Archive for January 15th, 2013

The Dying Cult Of The Record Shop

The Death of the Cult of the Record Shop

images

 

Although it was far from ever being my favourite music retailer or record emporium it nevertheless saddened me to hear the news that the HMV chain were calling in the administrators today. It is sad not only because of the news that up to four thousand jobs would be lost but also because it was yet another familiar beacon and landmark –as traditional as M&S- of our national High Street which has gone the way of so many others in the wake of the recession as well as the onslaught of the digital age, when so many have dispensed with buying music in a physical form and now download, or steal, as a means of attaining their chosen lifestyle soundtrack. What saddens me most of all however is that it signifies the end of the record shop lifestyle which accommodated  a generation with a place to hang out, meet people, flirt, see what others were purchasing, what they were wearing and perhaps also discover what gigs were on or upcoming.

It was in a record shop-Phoenix in the High Street- where as an early teen I overheard a conversation that the Clash were playing that night and promptly bought a ticket at the counter which was a passport for my own personal road to Damascus or rock and roll road to ruin,  depending which way you look at it, and it became the first gig I ever attended. It was also in a record shop-Virgin in Frederick Street- where I heard a rumour, and at that point it was only a rumour, that New Order were playing their first ever gig- also their first public appearance after the suicide of vocalist Ian Curtis only several months before- at Valentinos that evening and promptly made my way to the venue to join the queue already forming in the late afternoon alongside fellow believers. As it turned out the band did play that night and the gig was probably as memorable for me as it was for everyone else who attended.

Saturday mornings of my youth, when being young still allowed me to get up after a raucous night out,  were invariably spent in Greyfriars Market which housed a huge second hand record department-Easy Rider- which allowed you to purchase albums at extremely cheap prices whilst also allowing you to take them back under any amount of pretexts including the fact you simply didn’t actually like them; thus allowing for mistakes and experimentation. This was only the preamble to the Saturday afternoon-after heading home for lunch and hopefully being further energised by the cacophonous noise you had just purchased- to head uptown for the prerequisite Saturday afternoon hanging out in Virgin to discover how the rest of the weekend could be spent.

Virgin in Frederick St. was somewhere exciting, simultaneously dangerous and safe, for me and others to hang out on Saturday afternoons as a teenager. It was more than a record shop it was an avenue toward discovery and find out what was happening over the next week as well as somewhere to develop my own sartorial expression without fear of being laughed at or intimidated.

Virgin was not then the corporate nightmare it became, simply being a shop with bare floorboards and records in cardboard boxes behind the counter. I remember being particularly excited the day ‘Never Mind The Bollocks’ came out and I opted out of school to head uptown, buy the album, and being simultaneously thrilled and disappointed when they simply lifted a copy out of a box stacked next to several others in a makeshift space behind the counter. It didn’t diminish the experience as I spent the rest of the day with the sleeve positioned firmly beneath my arm like a Technicolor badge of honour and generational ‘Fuck Off’ motif, hanging out with similar minded souls, chatting and swapping experiences.

It is all so different today when music is so much apart of our everyday lives-like water or electricity as David Bowie, who knows a thing or two about such matters, once observed- and can be heard in virtually every shop, café and foyer in the high street and beyond. This was not the case during my youth and at times I feel such over exposure has diluted its impact if not its relevance.

Today’s generation have access to all recorded music via the pressing of a few buttons and whilst this is a great step forward it has also robbed the culture of some of its mystique. I can remember gazing at the covers of the Velvet Underground and Nico, the first New York Dolls album, Roxy Music’s ‘For Your Pleasure’ and ‘Horses’ by Patti Smith believing they held the entry to a secret universe, but unfortunately my own personal entrance had to be delayed  until the weekend when I could afford to buy them. That they are still among my favourite records, several decades down the line, shows that waiting for something heightens its appeal in a way that instant availability never can.

It is now we return to the method most people deploy when buying music in the modern age and the one which has probably hastened the demise of the record shop as a cultural experience; they sit on their fat asses in the comfort of their homes and probably forget about it an hour after it has been purchased. If there is a good thing to be attained by the loss of HMV- and there is nothing ostensibly good about a business going bust or people losing their jobs- are that it will drive those souls who still possess integrity and still want their music in a form of physical manifestation into the smaller independent stores. Unfortunately this reprieve never happened in time for Avalanche which closed its doors at the start of the year. It is a sad day for the High Street when a beacon of security like the ‘Nipper the Dog’ logo is about to disappear from our sights but it will be a sadder day still when the whole culture and cult of buying a record disappears from our lives entirely.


◆ **About this task**: Which lines of the entries below hold the word "group"? Report each of them.

◆ **Data tied to figure images**:
##############################

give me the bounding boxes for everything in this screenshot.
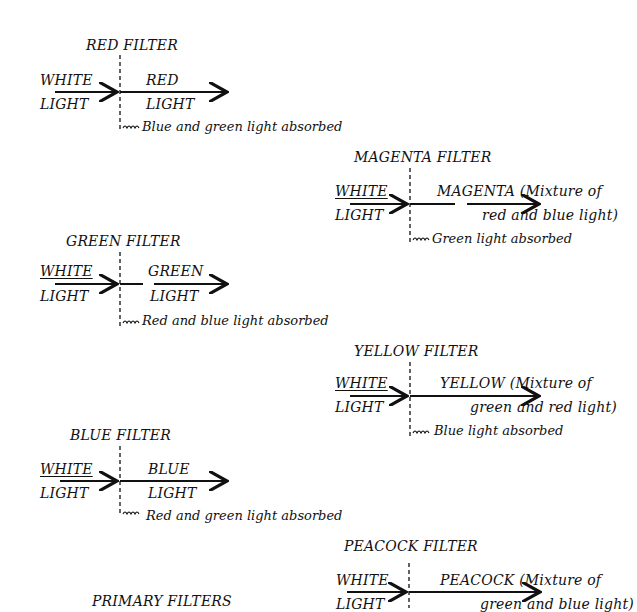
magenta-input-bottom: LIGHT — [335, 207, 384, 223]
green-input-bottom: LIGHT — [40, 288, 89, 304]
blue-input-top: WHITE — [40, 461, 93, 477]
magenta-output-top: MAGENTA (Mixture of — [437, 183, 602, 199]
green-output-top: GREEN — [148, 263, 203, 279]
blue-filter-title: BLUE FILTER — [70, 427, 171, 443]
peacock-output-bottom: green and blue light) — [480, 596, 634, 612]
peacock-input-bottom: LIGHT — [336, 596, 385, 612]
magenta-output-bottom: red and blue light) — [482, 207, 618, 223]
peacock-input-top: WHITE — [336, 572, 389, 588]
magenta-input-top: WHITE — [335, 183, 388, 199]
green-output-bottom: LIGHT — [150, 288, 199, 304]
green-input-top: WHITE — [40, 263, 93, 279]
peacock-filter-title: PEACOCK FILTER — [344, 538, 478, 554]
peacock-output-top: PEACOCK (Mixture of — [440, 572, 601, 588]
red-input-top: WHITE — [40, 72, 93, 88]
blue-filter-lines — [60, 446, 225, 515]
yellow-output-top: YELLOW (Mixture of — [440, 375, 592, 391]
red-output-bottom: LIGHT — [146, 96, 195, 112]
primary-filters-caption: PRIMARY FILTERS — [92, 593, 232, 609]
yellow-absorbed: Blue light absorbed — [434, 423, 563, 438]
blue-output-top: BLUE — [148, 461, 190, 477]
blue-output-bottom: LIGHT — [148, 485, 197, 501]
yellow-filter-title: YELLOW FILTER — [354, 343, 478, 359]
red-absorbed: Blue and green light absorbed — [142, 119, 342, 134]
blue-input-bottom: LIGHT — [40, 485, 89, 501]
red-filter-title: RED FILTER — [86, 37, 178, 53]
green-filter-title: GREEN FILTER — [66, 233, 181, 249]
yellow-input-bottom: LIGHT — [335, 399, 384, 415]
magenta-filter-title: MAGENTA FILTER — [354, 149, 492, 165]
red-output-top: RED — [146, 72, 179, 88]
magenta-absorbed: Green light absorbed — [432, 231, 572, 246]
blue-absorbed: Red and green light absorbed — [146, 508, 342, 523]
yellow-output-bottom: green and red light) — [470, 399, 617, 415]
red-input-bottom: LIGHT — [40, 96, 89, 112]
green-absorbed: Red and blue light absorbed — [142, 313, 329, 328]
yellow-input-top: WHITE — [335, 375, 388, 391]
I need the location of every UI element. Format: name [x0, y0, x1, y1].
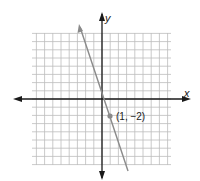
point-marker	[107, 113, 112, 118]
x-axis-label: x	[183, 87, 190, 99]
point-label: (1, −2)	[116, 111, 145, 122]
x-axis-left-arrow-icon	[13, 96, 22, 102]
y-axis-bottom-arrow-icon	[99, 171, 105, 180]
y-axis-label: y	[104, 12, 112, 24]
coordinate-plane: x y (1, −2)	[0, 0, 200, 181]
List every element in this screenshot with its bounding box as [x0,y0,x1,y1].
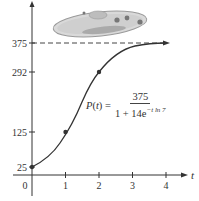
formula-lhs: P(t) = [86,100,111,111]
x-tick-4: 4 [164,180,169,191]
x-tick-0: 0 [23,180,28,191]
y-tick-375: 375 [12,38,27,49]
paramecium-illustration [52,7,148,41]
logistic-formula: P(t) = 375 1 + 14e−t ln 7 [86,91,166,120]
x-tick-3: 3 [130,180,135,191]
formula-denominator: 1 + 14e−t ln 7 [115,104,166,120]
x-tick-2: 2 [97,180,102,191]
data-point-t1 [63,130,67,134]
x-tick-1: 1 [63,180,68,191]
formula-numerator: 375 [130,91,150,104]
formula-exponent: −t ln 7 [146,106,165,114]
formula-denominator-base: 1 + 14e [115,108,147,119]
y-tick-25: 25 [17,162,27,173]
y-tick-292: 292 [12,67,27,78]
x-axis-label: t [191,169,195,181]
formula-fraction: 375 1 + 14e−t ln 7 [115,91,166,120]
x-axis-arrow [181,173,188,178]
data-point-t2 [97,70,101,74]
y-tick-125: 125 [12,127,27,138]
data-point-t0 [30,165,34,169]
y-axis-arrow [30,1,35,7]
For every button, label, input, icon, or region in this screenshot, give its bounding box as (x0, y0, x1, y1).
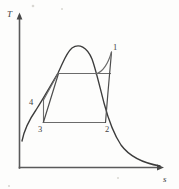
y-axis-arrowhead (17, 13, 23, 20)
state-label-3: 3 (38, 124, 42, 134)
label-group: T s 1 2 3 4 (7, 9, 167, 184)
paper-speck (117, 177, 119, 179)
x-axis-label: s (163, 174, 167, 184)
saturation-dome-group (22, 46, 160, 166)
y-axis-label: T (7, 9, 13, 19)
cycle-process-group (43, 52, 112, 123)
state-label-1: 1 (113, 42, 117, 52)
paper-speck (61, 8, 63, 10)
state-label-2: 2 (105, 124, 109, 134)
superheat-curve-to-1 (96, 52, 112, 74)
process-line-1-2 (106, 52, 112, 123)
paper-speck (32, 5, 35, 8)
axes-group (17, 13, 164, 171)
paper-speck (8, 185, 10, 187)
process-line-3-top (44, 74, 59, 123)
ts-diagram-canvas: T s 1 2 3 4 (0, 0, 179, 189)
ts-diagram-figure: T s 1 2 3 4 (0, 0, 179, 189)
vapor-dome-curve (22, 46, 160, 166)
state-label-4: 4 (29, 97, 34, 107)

##############################

◆ **Answer to this exercise**:
label-group: T s 1 2 3 4 (7, 9, 167, 184)
saturation-dome-group (22, 46, 160, 166)
cycle-process-group (43, 52, 112, 123)
axes-group (17, 13, 164, 171)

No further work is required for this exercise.